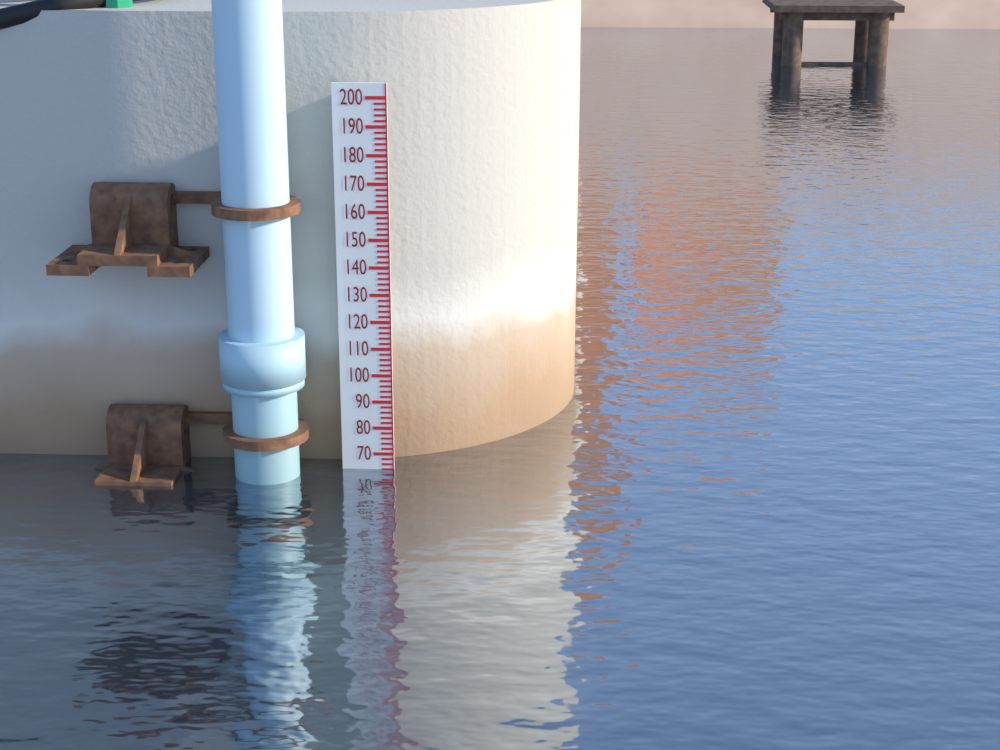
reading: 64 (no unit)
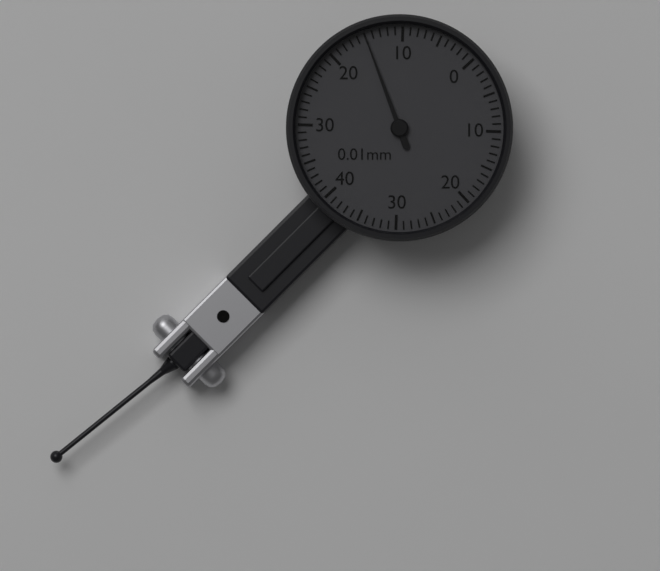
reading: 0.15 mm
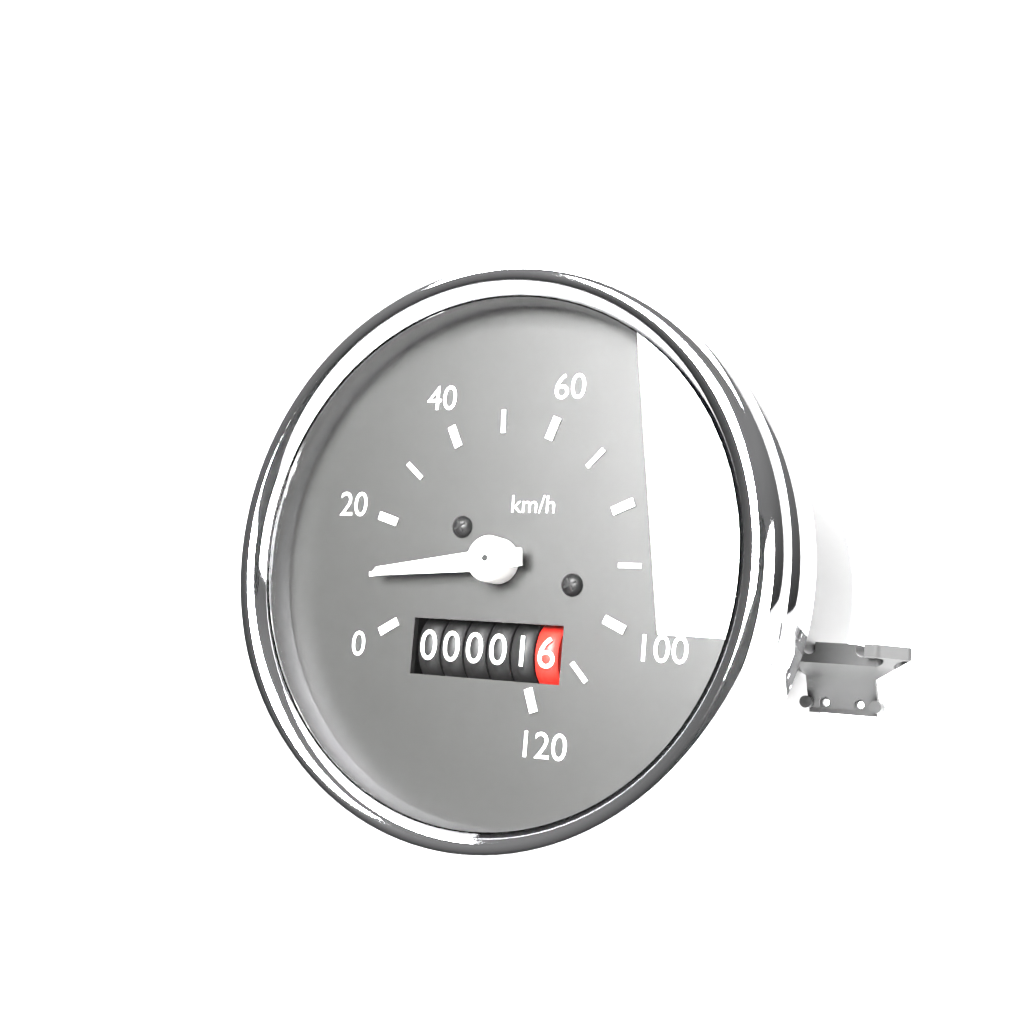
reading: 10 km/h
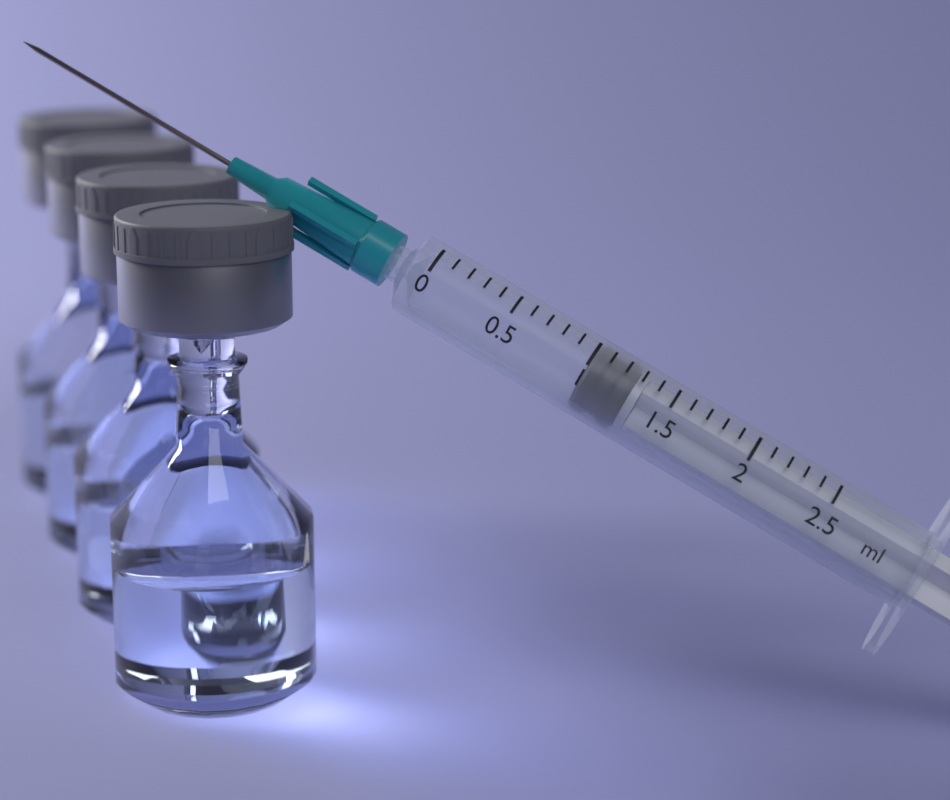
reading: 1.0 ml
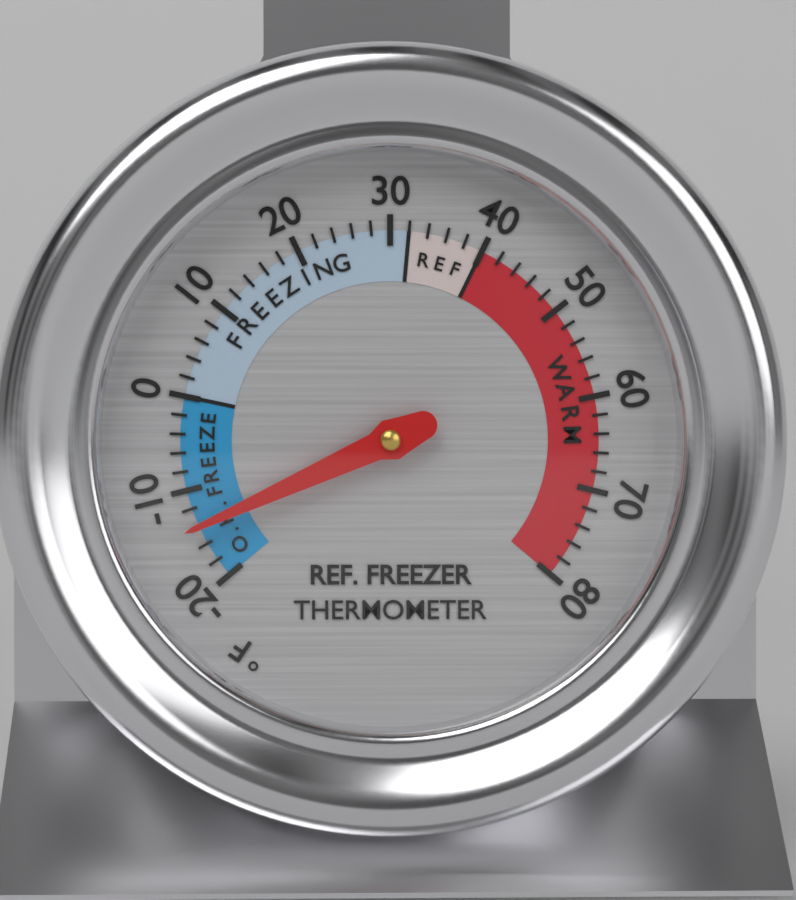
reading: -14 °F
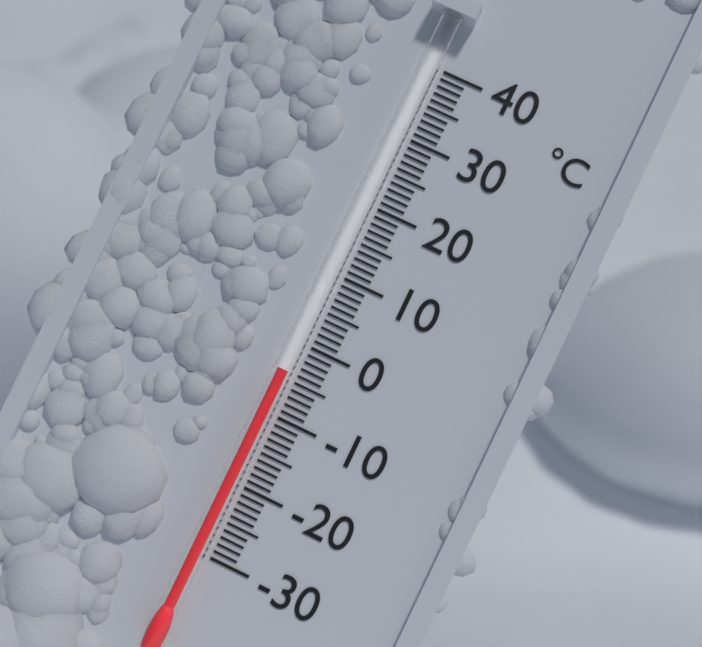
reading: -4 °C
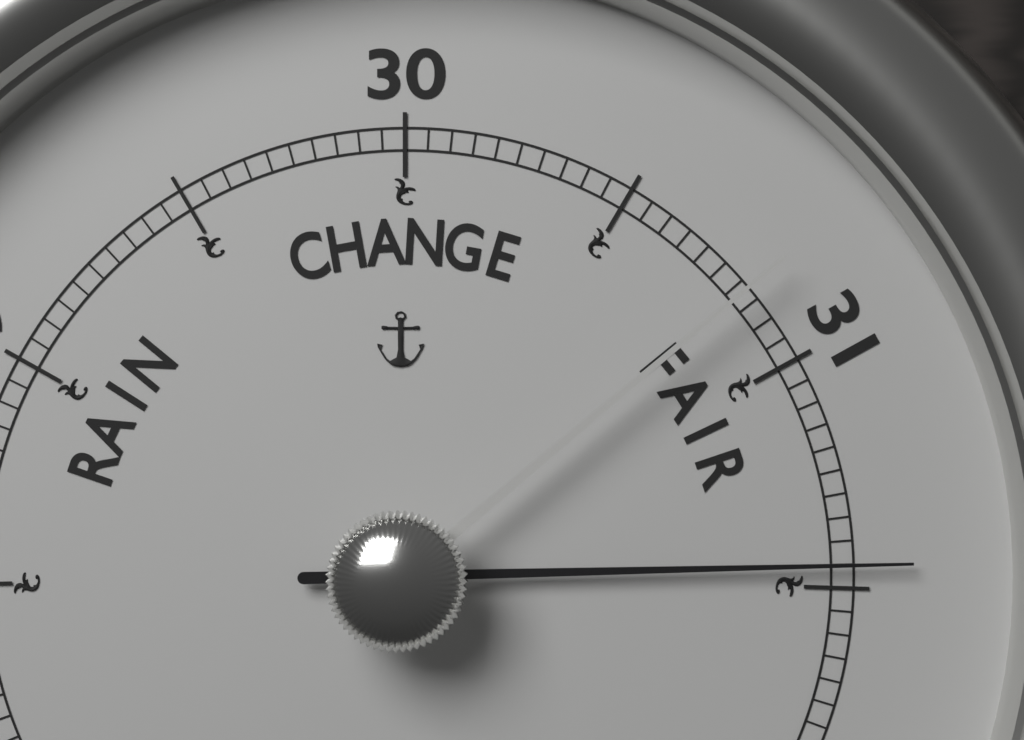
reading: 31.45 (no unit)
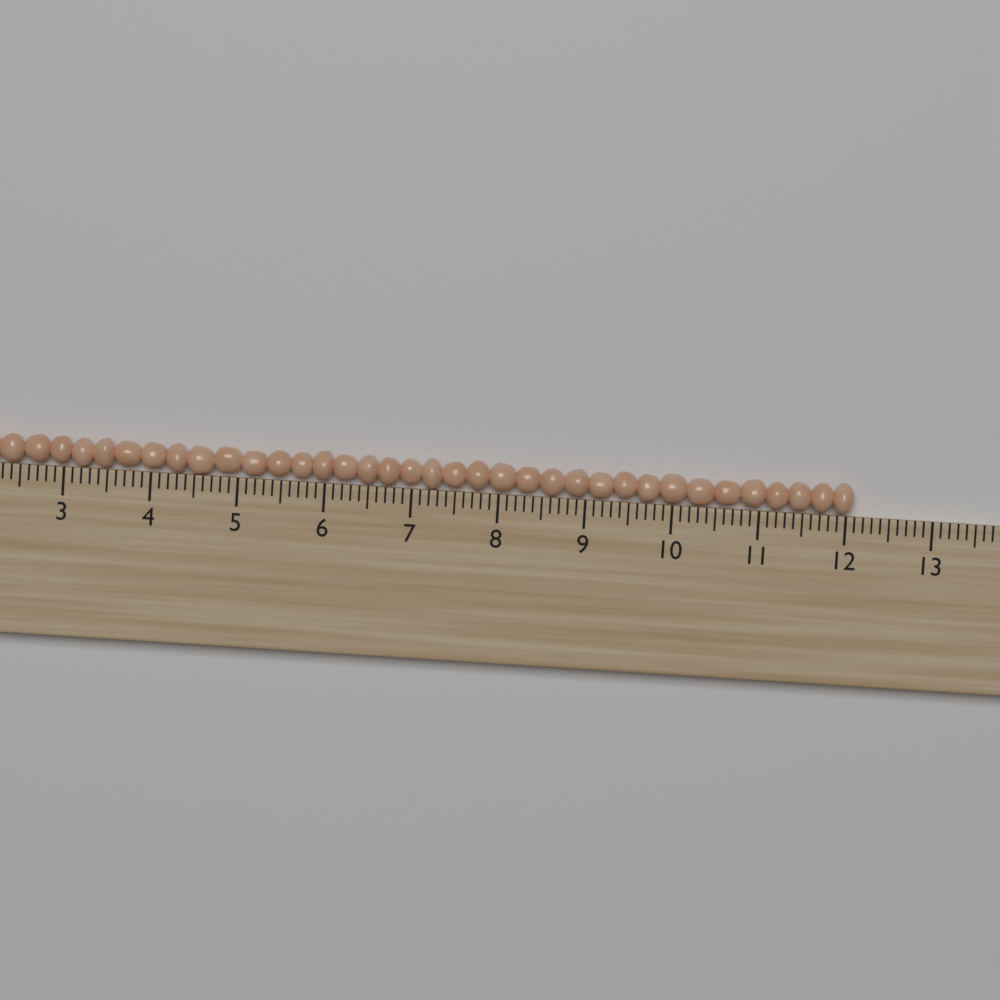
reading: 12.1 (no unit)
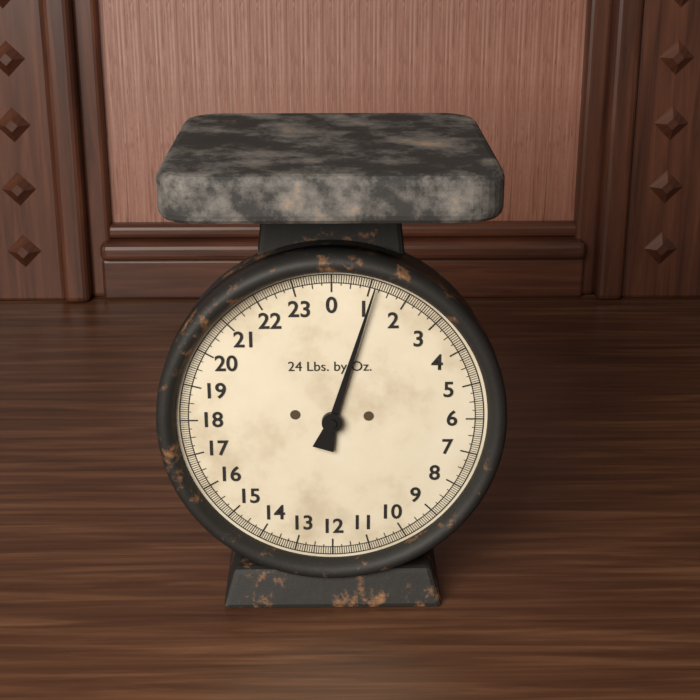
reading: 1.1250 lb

-- WHAT THE TASK ASKS --
Exact copies of the entries above are needed, without their pictures.

-- WRITTEN RESPONSE --
reading: 64 (no unit)
reading: 0.15 mm
reading: 10 km/h
reading: 1.0 ml
reading: -14 °F
reading: -4 °C
reading: 31.45 (no unit)
reading: 12.1 (no unit)
reading: 1.1250 lb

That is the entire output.